Blog post

Chart of the week: US and Europe’s employment recovery: The Missing Engines

Publishing date
11 April 2012
Authors
Shahin Vallée

Dave Altig from the Atlanta Fed recently compared sectoral employment growth in the US during two recoveries: the 2001 dot-com recession and the 2007 financial crisis. The 45 degree line in the figure helps us understand the relationship between the two recoveries. If industries are aligned along the line, this means that the pace of employment growth was similar over the two periods.

The drag of construction is rather expected and lags greatly behind the 2001/2007 upswing where it contributed greatly to employment growth. The very large drag of government jobs which are not only depressing overall employment but also GDP. Yet the most striking feature of the US recovery is the relatively good standing of manufacturing (ex motor and vehicles) which is somewhat at odds with the narrative of rapidly declining and outsourced industrial base and which a growing number of people describe as “reshoring”. Indeed, the great surprise of this still modest employment recovery is the relatively good standing of the US manufacturing sector.

We performed a similar exercise for the euro area by plotting average quarterly changes in employment between 2001 and 2007 against the same measure for the 2009-2011 period.

Graph_2

Source: Eurostat

Note: The size of the bubbles captures the average share of employment (2002-2007) in each sector relative to total employment.

Construction remains, rather expectedly, the striking outlier. The drop to this day has been twice as strong as the initial increase. This implies that, at this pace, by the end of 2012 employment figures in this sector will have declined below the 2001 level. Public administration is growing marginally while it is declining sharply in the US which contrasts somewhat the narrative about the absence of fiscal consolidation in the US and the severe austerity in Europe. In fact, individual states in the US are tightening policy and firing public sector workers while in Europe spending are being cut but public sector workers’ employment is largely preserved.

But what is really striking is the fact that almost no sector is above the 45 degrees line and importantly that manufacturing is quite far from its US equivalent. The secular shrinkage of manufacturing, which is evident in the 2001-2007 decline continues at the same pace today. There was therefore no manufacturing crisis in 2009 but rather a continuation of a secular decline and more worryingly the timid signs of “reshoring” that seem visible in the US are not at all visible in Europe. But a quick geographical analysis shows that dispersion for manufacturing employment growth across the euro area is vivid. If there is no reshoring in Europe, there are increasing signs of agglomeration of manufacturing employment in some parts of the continent.

Graph_of_the_week

About the authors

  • Shahin Vallée

    Shahin Vallée is head of DGAP’s Geo-Economics Program. Prior to that, he was a senior fellow in DGAP’s Alfred von Oppenheim Center for European Policy Studies.

    Until June 2018, Vallée was a senior economist for Soros Fund Management, where he worked on a wide range of political and economic issues. He also served as a personal advisor to George Soros. Prior to that, he was the economic advisor to Emmanuel Macron at the French Ministry for the Economy and Finance, where he focused on European economic affairs. Between 2012 and 2014, Vallée was the economic advisor to President of the European Council Herman Van Rompuy. This experience has put him at the heart of European economic policy discussions since 2012, in particular on issues related to the euro area and international policy coordination (IMF, G20). Having started his career working for social investment vehicles and entrepreneurship in Africa, he has also worked as a visiting fellow at Bruegel, a Brussels-based economic think tank, and as an economist for a global investment bank in London.

    Vallée is currently completing a PhD in political economy at the London School of Economics and Political Science. He holds a master’s degree from Columbia University in New York, a degree in public affairs from Sciences Po in Paris, and an undergraduate degree in econometrics from the Sorbonne.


### PROBLEM DESCRIPTION
No pictures belong in the copy. Reproduce exactly the lines beginning at the line containing "has width=1182, height=641." and continuing to the end of the entries below.

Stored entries
☆ ☆ ☆

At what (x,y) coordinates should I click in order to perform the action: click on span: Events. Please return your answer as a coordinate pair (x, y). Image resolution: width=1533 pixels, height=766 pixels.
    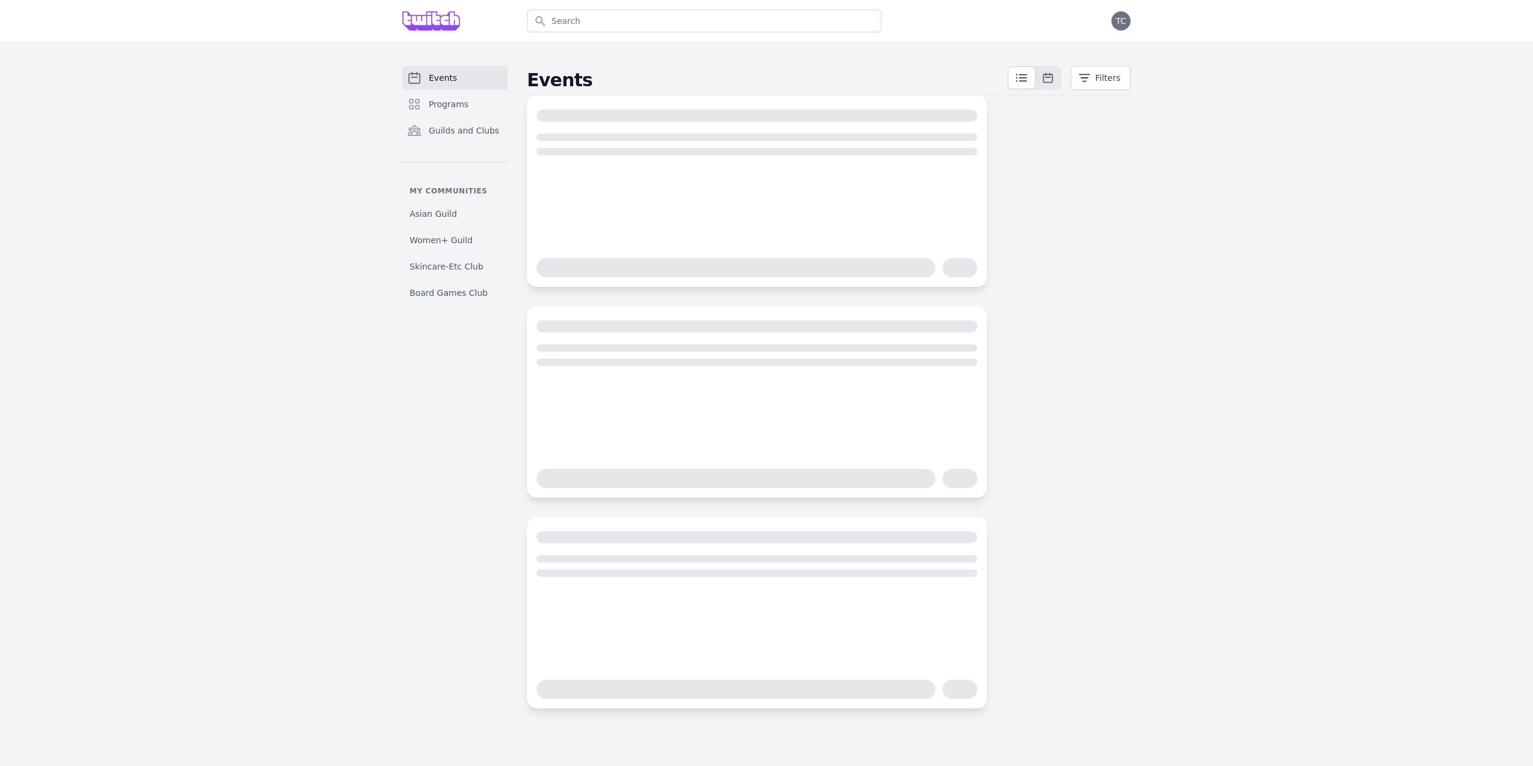
    Looking at the image, I should click on (443, 78).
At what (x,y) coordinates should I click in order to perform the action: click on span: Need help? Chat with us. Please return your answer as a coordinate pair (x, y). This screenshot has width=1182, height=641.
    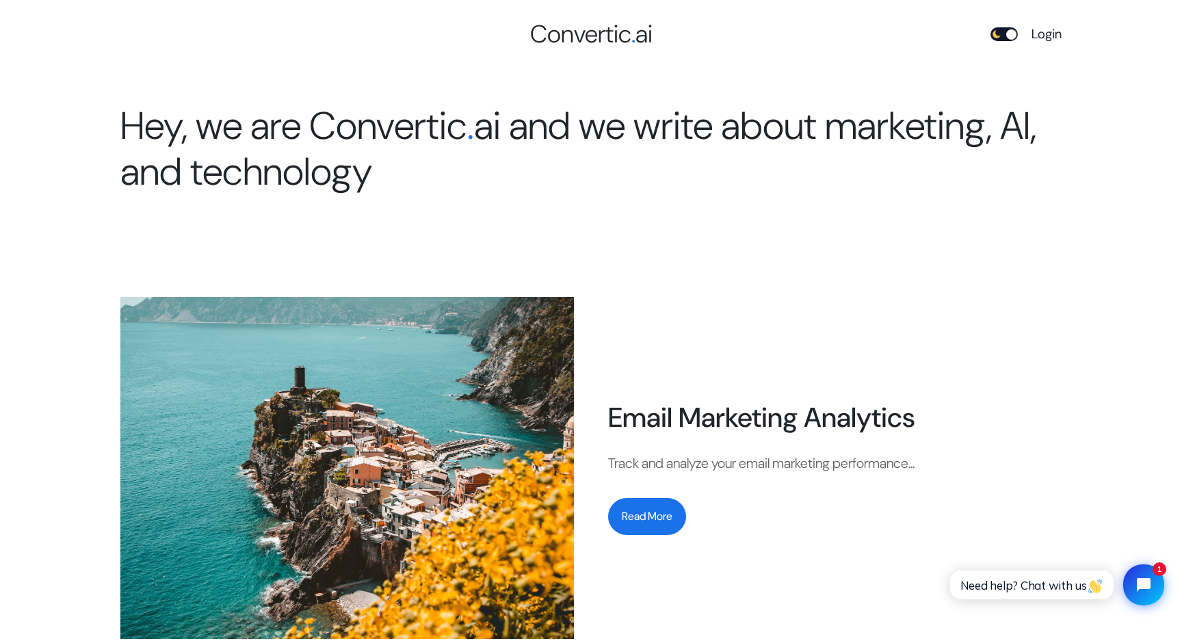
    Looking at the image, I should click on (94, 32).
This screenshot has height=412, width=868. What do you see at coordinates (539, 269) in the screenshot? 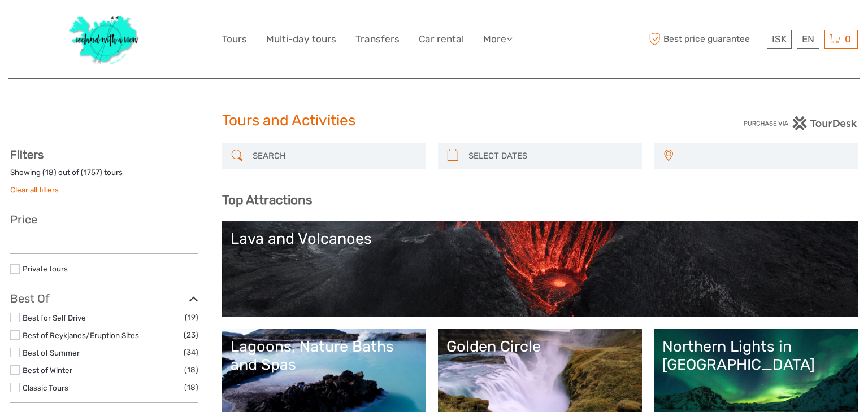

☆ ☆ ☆

### RESPONSE AREA
At what (x,y) coordinates should I click in order to perform the action: click on span: Need help? Chat with us. Please return your answer as a coordinate pair (x, y). This screenshot has width=1182, height=641.
    Looking at the image, I should click on (94, 32).
This screenshot has height=412, width=868. What do you see at coordinates (539, 269) in the screenshot? 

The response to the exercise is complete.